"Recent months have seen some slowdown in the overall US-India relationship, principally due to trade and investment-related concerns. However, defence cooperation remains a bright spot.
"In fact, over the past year, defence cooperation has become a centrepiece of the US-India relationship," Karl F Inderfurth, the former Assistant Secretary of State for South and Central Asia, said.
Currently, Inderfurth, is the Wadhwani Chair in US-India Policy Studies at the Centre for Strategic & International Studies, an eminent American think-tank.
The 'Joint Declaration on Defence Cooperation' issued by President Barack Obama and Prime Minister Singh in September reaffirmed this, as the US agreed to grant India the same privileges typically reserved for its closest allies with respect to defence trade, technology transfer and co-production and co-development, he said.
The US sales of military equipment to India have grown to around $9 billion today, with billions more expected in coming years, and India plans to spend about $100 billion over the next decade upgrading its mostly Soviet-era military hardware, Inderfurth said.
This remarkable turnabout in US-India defence cooperation did not occur without high-level attention on both sides, and a determination to address each other's respective interests, Inderfurth said.
Inderfurth attributed this turnaround in defence relationship to the outgoing Deputy Secretary of Defence, Ashton Carter and India's National Security Advisor Shivshankar Menon.
"My firm and long-held belief is that the US and India are destined to be strategic partners. As for us, the US and India, we are each big, complicated democracies.
We move slowly, but over the long run, we also move surely. And that, to me, is the trajectory for us and India in the defence area," Carter had said recently.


> Try it:
Leave the pictures out and reproduce all the entries word for word.

[Extracts from a graphics dataset]
>>>

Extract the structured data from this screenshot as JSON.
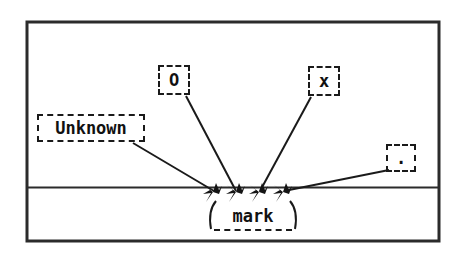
{
  "figure": {
    "type": "annotated-line-diagram",
    "frame": {
      "border_color": "#2b2b2b",
      "background": "#ffffff",
      "x": 26,
      "y": 21,
      "width": 414,
      "height": 221
    },
    "baseline": {
      "name": "horizontal-rule",
      "y": 187,
      "color": "#2b2b2b"
    },
    "ink_color": "#1a1a1a",
    "labels": [
      {
        "id": "unknown",
        "text": "Unknown",
        "box": {
          "x": 37,
          "y": 114,
          "width": 108,
          "height": 28
        },
        "leader": {
          "from_x": 133,
          "from_y": 142,
          "to_x": 214,
          "to_y": 190
        },
        "arrow_index": 0
      },
      {
        "id": "o",
        "text": "O",
        "box": {
          "x": 158,
          "y": 65,
          "width": 32,
          "height": 30
        },
        "leader": {
          "from_x": 185,
          "from_y": 95,
          "to_x": 236,
          "to_y": 190
        },
        "arrow_index": 1
      },
      {
        "id": "x",
        "text": "x",
        "box": {
          "x": 308,
          "y": 66,
          "width": 32,
          "height": 30
        },
        "leader": {
          "from_x": 312,
          "from_y": 96,
          "to_x": 260,
          "to_y": 190
        },
        "arrow_index": 2
      },
      {
        "id": "dot",
        "text": ".",
        "box": {
          "x": 386,
          "y": 144,
          "width": 30,
          "height": 28
        },
        "leader": {
          "from_x": 388,
          "from_y": 170,
          "to_x": 284,
          "to_y": 190
        },
        "arrow_index": 3
      },
      {
        "id": "mark",
        "text": "mark",
        "box": {
          "x": 214,
          "y": 203,
          "width": 78,
          "height": 28
        },
        "leader": null,
        "arrow_index": null
      }
    ],
    "arrows": [
      {
        "name": "arrowhead-unknown",
        "x": 213,
        "y": 190
      },
      {
        "name": "arrowhead-o",
        "x": 236,
        "y": 190
      },
      {
        "name": "arrowhead-x",
        "x": 259,
        "y": 190
      },
      {
        "name": "arrowhead-dot",
        "x": 283,
        "y": 190
      }
    ]
  }
}
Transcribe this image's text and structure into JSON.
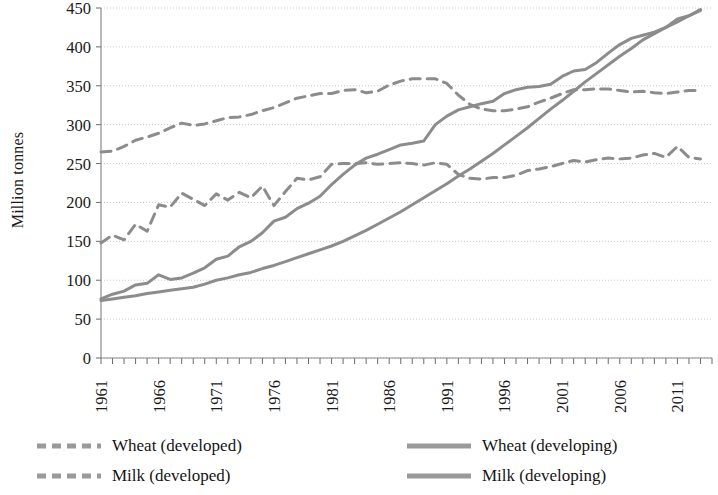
{
  "chart_data": {
    "type": "line",
    "title": "",
    "xlabel": "",
    "ylabel": "Million tonnes",
    "xlim": [
      1961,
      2014
    ],
    "ylim": [
      0,
      450
    ],
    "grid": true,
    "legend_position": "bottom",
    "y_ticks": [
      0,
      50,
      100,
      150,
      200,
      250,
      300,
      350,
      400,
      450
    ],
    "x_tick_labels": [
      "1961",
      "1966",
      "1971",
      "1976",
      "1981",
      "1986",
      "1991",
      "1996",
      "2001",
      "2006",
      "2011"
    ],
    "x_tick_values": [
      1961,
      1966,
      1971,
      1976,
      1981,
      1986,
      1991,
      1996,
      2001,
      2006,
      2011
    ],
    "x_minor_tick_step": 1,
    "line_color": "#8c8c8c",
    "x": [
      1961,
      1962,
      1963,
      1964,
      1965,
      1966,
      1967,
      1968,
      1969,
      1970,
      1971,
      1972,
      1973,
      1974,
      1975,
      1976,
      1977,
      1978,
      1979,
      1980,
      1981,
      1982,
      1983,
      1984,
      1985,
      1986,
      1987,
      1988,
      1989,
      1990,
      1991,
      1992,
      1993,
      1994,
      1995,
      1996,
      1997,
      1998,
      1999,
      2000,
      2001,
      2002,
      2003,
      2004,
      2005,
      2006,
      2007,
      2008,
      2009,
      2010,
      2011,
      2012,
      2013
    ],
    "series": [
      {
        "name": "Wheat (developed)",
        "style": "dashed",
        "color": "#8c8c8c",
        "values": [
          148,
          158,
          152,
          172,
          163,
          197,
          194,
          212,
          204,
          196,
          211,
          203,
          213,
          206,
          221,
          196,
          214,
          231,
          229,
          233,
          249,
          250,
          250,
          251,
          249,
          250,
          251,
          250,
          248,
          251,
          249,
          236,
          231,
          230,
          232,
          232,
          235,
          241,
          243,
          246,
          250,
          254,
          252,
          255,
          257,
          256,
          257,
          261,
          263,
          258,
          272,
          258,
          256
        ]
      },
      {
        "name": "Milk (developed)",
        "style": "dashed",
        "color": "#8c8c8c",
        "values": [
          265,
          266,
          272,
          280,
          284,
          289,
          296,
          302,
          299,
          301,
          305,
          309,
          310,
          313,
          318,
          322,
          328,
          334,
          337,
          340,
          340,
          344,
          345,
          341,
          343,
          351,
          356,
          359,
          359,
          359,
          353,
          338,
          326,
          320,
          318,
          318,
          320,
          323,
          329,
          334,
          340,
          345,
          345,
          346,
          346,
          344,
          342,
          343,
          341,
          340,
          342,
          344,
          344
        ]
      },
      {
        "name": "Wheat (developing)",
        "style": "solid",
        "color": "#8c8c8c",
        "values": [
          76,
          82,
          86,
          94,
          96,
          107,
          101,
          103,
          109,
          116,
          127,
          131,
          143,
          150,
          161,
          176,
          181,
          192,
          199,
          208,
          223,
          236,
          248,
          257,
          262,
          268,
          274,
          276,
          279,
          300,
          311,
          319,
          323,
          327,
          330,
          340,
          345,
          348,
          349,
          352,
          362,
          369,
          371,
          380,
          392,
          403,
          411,
          415,
          419,
          425,
          436,
          440,
          448
        ]
      },
      {
        "name": "Milk (developing)",
        "style": "solid",
        "color": "#8c8c8c",
        "values": [
          74,
          76,
          78,
          80,
          83,
          85,
          87,
          89,
          91,
          95,
          100,
          103,
          107,
          110,
          115,
          119,
          124,
          129,
          134,
          139,
          144,
          150,
          157,
          164,
          172,
          180,
          188,
          197,
          206,
          215,
          224,
          234,
          243,
          253,
          263,
          274,
          285,
          296,
          308,
          320,
          331,
          343,
          355,
          366,
          377,
          388,
          398,
          409,
          417,
          425,
          432,
          440,
          447
        ]
      }
    ]
  },
  "legend": {
    "items": [
      {
        "label": "Wheat (developed)",
        "style": "dashed",
        "color": "#8c8c8c"
      },
      {
        "label": "Milk (developed)",
        "style": "dashed",
        "color": "#8c8c8c"
      },
      {
        "label": "Wheat (developing)",
        "style": "solid",
        "color": "#8c8c8c"
      },
      {
        "label": "Milk (developing)",
        "style": "solid",
        "color": "#8c8c8c"
      }
    ]
  }
}
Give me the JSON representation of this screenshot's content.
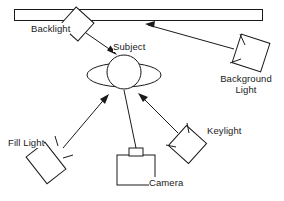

<<<

> Output below:
Extract the structured data from this screenshot as JSON.
{
  "figure": {
    "type": "annotated-line-diagram",
    "frame": {
      "border_color": "#2b2b2b",
      "background": "#ffffff",
      "x": 26,
      "y": 21,
      "width": 414,
      "height": 221
    },
    "baseline": {
      "name": "horizontal-rule",
      "y": 187,
      "color": "#2b2b2b"
    },
    "ink_color": "#1a1a1a",
    "labels": [
      {
        "id": "unknown",
        "text": "Unknown",
        "box": {
          "x": 37,
          "y": 114,
          "width": 108,
          "height": 28
        },
        "leader": {
          "from_x": 133,
          "from_y": 142,
          "to_x": 214,
          "to_y": 190
        },
        "arrow_index": 0
      },
      {
        "id": "o",
        "text": "O",
        "box": {
          "x": 158,
          "y": 65,
          "width": 32,
          "height": 30
        },
        "leader": {
          "from_x": 185,
          "from_y": 95,
          "to_x": 236,
          "to_y": 190
        },
        "arrow_index": 1
      },
      {
        "id": "x",
        "text": "x",
        "box": {
          "x": 308,
          "y": 66,
          "width": 32,
          "height": 30
        },
        "leader": {
          "from_x": 312,
          "from_y": 96,
          "to_x": 260,
          "to_y": 190
        },
        "arrow_index": 2
      },
      {
        "id": "dot",
        "text": ".",
        "box": {
          "x": 386,
          "y": 144,
          "width": 30,
          "height": 28
        },
        "leader": {
          "from_x": 388,
          "from_y": 170,
          "to_x": 284,
          "to_y": 190
        },
        "arrow_index": 3
      },
      {
        "id": "mark",
        "text": "mark",
        "box": {
          "x": 214,
          "y": 203,
          "width": 78,
          "height": 28
        },
        "leader": null,
        "arrow_index": null
      }
    ],
    "arrows": [
      {
        "name": "arrowhead-unknown",
        "x": 213,
        "y": 190
      },
      {
        "name": "arrowhead-o",
        "x": 236,
        "y": 190
      },
      {
        "name": "arrowhead-x",
        "x": 259,
        "y": 190
      },
      {
        "name": "arrowhead-dot",
        "x": 283,
        "y": 190
      }
    ]
  }
}
Transcribe this image's text and structure into JSON.
{
  "chart_data": {
    "type": "line",
    "title": "",
    "xlabel": "",
    "ylabel": "Million tonnes",
    "xlim": [
      1961,
      2014
    ],
    "ylim": [
      0,
      450
    ],
    "grid": true,
    "legend_position": "bottom",
    "y_ticks": [
      0,
      50,
      100,
      150,
      200,
      250,
      300,
      350,
      400,
      450
    ],
    "x_tick_labels": [
      "1961",
      "1966",
      "1971",
      "1976",
      "1981",
      "1986",
      "1991",
      "1996",
      "2001",
      "2006",
      "2011"
    ],
    "x_tick_values": [
      1961,
      1966,
      1971,
      1976,
      1981,
      1986,
      1991,
      1996,
      2001,
      2006,
      2011
    ],
    "x_minor_tick_step": 1,
    "line_color": "#8c8c8c",
    "x": [
      1961,
      1962,
      1963,
      1964,
      1965,
      1966,
      1967,
      1968,
      1969,
      1970,
      1971,
      1972,
      1973,
      1974,
      1975,
      1976,
      1977,
      1978,
      1979,
      1980,
      1981,
      1982,
      1983,
      1984,
      1985,
      1986,
      1987,
      1988,
      1989,
      1990,
      1991,
      1992,
      1993,
      1994,
      1995,
      1996,
      1997,
      1998,
      1999,
      2000,
      2001,
      2002,
      2003,
      2004,
      2005,
      2006,
      2007,
      2008,
      2009,
      2010,
      2011,
      2012,
      2013
    ],
    "series": [
      {
        "name": "Wheat (developed)",
        "style": "dashed",
        "color": "#8c8c8c",
        "values": [
          148,
          158,
          152,
          172,
          163,
          197,
          194,
          212,
          204,
          196,
          211,
          203,
          213,
          206,
          221,
          196,
          214,
          231,
          229,
          233,
          249,
          250,
          250,
          251,
          249,
          250,
          251,
          250,
          248,
          251,
          249,
          236,
          231,
          230,
          232,
          232,
          235,
          241,
          243,
          246,
          250,
          254,
          252,
          255,
          257,
          256,
          257,
          261,
          263,
          258,
          272,
          258,
          256
        ]
      },
      {
        "name": "Milk (developed)",
        "style": "dashed",
        "color": "#8c8c8c",
        "values": [
          265,
          266,
          272,
          280,
          284,
          289,
          296,
          302,
          299,
          301,
          305,
          309,
          310,
          313,
          318,
          322,
          328,
          334,
          337,
          340,
          340,
          344,
          345,
          341,
          343,
          351,
          356,
          359,
          359,
          359,
          353,
          338,
          326,
          320,
          318,
          318,
          320,
          323,
          329,
          334,
          340,
          345,
          345,
          346,
          346,
          344,
          342,
          343,
          341,
          340,
          342,
          344,
          344
        ]
      },
      {
        "name": "Wheat (developing)",
        "style": "solid",
        "color": "#8c8c8c",
        "values": [
          76,
          82,
          86,
          94,
          96,
          107,
          101,
          103,
          109,
          116,
          127,
          131,
          143,
          150,
          161,
          176,
          181,
          192,
          199,
          208,
          223,
          236,
          248,
          257,
          262,
          268,
          274,
          276,
          279,
          300,
          311,
          319,
          323,
          327,
          330,
          340,
          345,
          348,
          349,
          352,
          362,
          369,
          371,
          380,
          392,
          403,
          411,
          415,
          419,
          425,
          436,
          440,
          448
        ]
      },
      {
        "name": "Milk (developing)",
        "style": "solid",
        "color": "#8c8c8c",
        "values": [
          74,
          76,
          78,
          80,
          83,
          85,
          87,
          89,
          91,
          95,
          100,
          103,
          107,
          110,
          115,
          119,
          124,
          129,
          134,
          139,
          144,
          150,
          157,
          164,
          172,
          180,
          188,
          197,
          206,
          215,
          224,
          234,
          243,
          253,
          263,
          274,
          285,
          296,
          308,
          320,
          331,
          343,
          355,
          366,
          377,
          388,
          398,
          409,
          417,
          425,
          432,
          440,
          447
        ]
      }
    ]
  },
  "legend": {
    "items": [
      {
        "label": "Wheat (developed)",
        "style": "dashed",
        "color": "#8c8c8c"
      },
      {
        "label": "Milk (developed)",
        "style": "dashed",
        "color": "#8c8c8c"
      },
      {
        "label": "Wheat (developing)",
        "style": "solid",
        "color": "#8c8c8c"
      },
      {
        "label": "Milk (developing)",
        "style": "solid",
        "color": "#8c8c8c"
      }
    ]
  }
}
Give me the JSON representation of this screenshot's content.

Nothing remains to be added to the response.